Saturday, November 10, 2012

Confidence Level and Test Time Excel Calculator at Specified BER and Data Rate

     For those who have the experience of receiver jitter tolerance (RXJTOL) test using a bit error rate tester (BERT) build-in function are mostly likely familiar with the configuration parameters such as the measurement BER depth, confidence level, error gating time or transmitted bits. On the one hand, most of the industry standards will specify these test requirements explicitly such as "test at a BER value of 1E-12 with 95% confidence level" and leave you with no choice but to follow. But some will not specify explicitly, thus you need to make a wise engineering judgement for BER, confidence level settings considering the data rate of the DUT to strike a balance between test accuracy and test time. On the other hand, when there is a requirement of DUT and BERT interactions during the RXJTOL test, you have to write your own test codes instead of using the BERT build-in test function. In this case, you again need to have a good understanding of the relationship among BER, CL, data rate and measured error numbers so that your test algorithm can be properly implemented.

    To serve the above-mentioned purpose without sweat on the mathematics, you can actually make use of some online calculators such as the one from JitterTime. You can input target BER, data rate, measured errors and test time to calculate the confidence level. However, if you has a target CL in mind and want to know the test time or number of bits transmitted, then you need to "play with" the test time iteratively until you hit your CL target if use this online calculator. Alternatively, you need to look at the graph on the same website to find your answer indirectly.
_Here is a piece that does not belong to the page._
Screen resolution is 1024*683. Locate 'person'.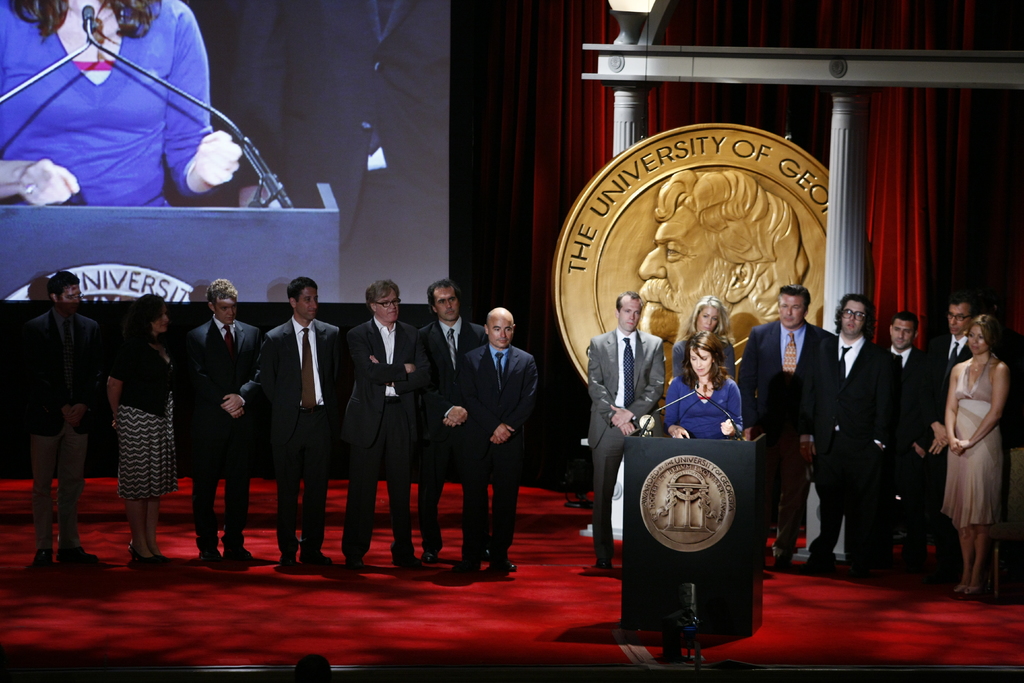
637:168:806:381.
    To make life easier, I implemented similar calculators in Excel based on the same Poisson equation. It not only provides the flexibility of using the calculator without the access of the Internet but also provides the capability of calculating the test time and transmitted number of bits for specific CL targets using bisection root finding method with a 0.01 second accuracy. It can be downloaded here and hopefully can be of some use for you.

    Take note, if you find that the Excel calculator doesn't response to your input. It's most likely because of your Excel disabled the Macro.  If that is the case, you need to enable the Macro by going to "Options..." to "Enable the contents" first.


Sunday, May 20, 2012

Measurement Automation: How to Save Screens of 86100C DCA-J, SDA830 and E4440A/E4445A to Local PC Through GPIB

Picture from agilent.com
Measurement automation can save you a lot of pain in many cases on top of the advantages of higher productivity and greater accuracy in case of performing repeated day-to-day test and measurement tasks. Several examples using simple GPIB commands to capture screen pictures from different instruments to a local PC are given in this article with the complete workable VEE codes shown how to implement. They are easily portable with any programming languages such as Matlab and C or scripts like Perl and Python. If you are interested in how to:

  • Save screen image from Agilent DCA-J 86100C to local PC as GIF files.
  • Save screen image from LeCroy SDA830ZI-A to local PC as PNG files.
  • Save screen image from Agilent E4440A/E4445A spectrum analyzer to local PC as GIF files.
  • Dump raw spectrum data from Agilent E4440A/E4445A spectrum analyzer to local PC as text files.
  • Dump raw phase noise log plot data from Agilent E4440A/E4445A spectrum analyzer to local PC as text files.

Please read on here ...


Saturday, February 11, 2012

Finally, 50G Hz electrical BW with 32Gbps hardware CDR module is available for DCA from Agilent


    I have been looking for high bandwidth, high fidelity CDR modules for high speed (25Gbps and beyond) SerDes characterizations and finally it's here! It is Agilent 86108B Precision Waveform Analyzer which claimed to have "industry best intrinsic jitter below 50 femtoseconds, channel bandwiths to 50GHz, and clock recovery to 32Gbps ...."

If you are interested to know more, "Tips and Techniques for Accurate Characterization of 28Gb/s " is one of their good application notes to start with.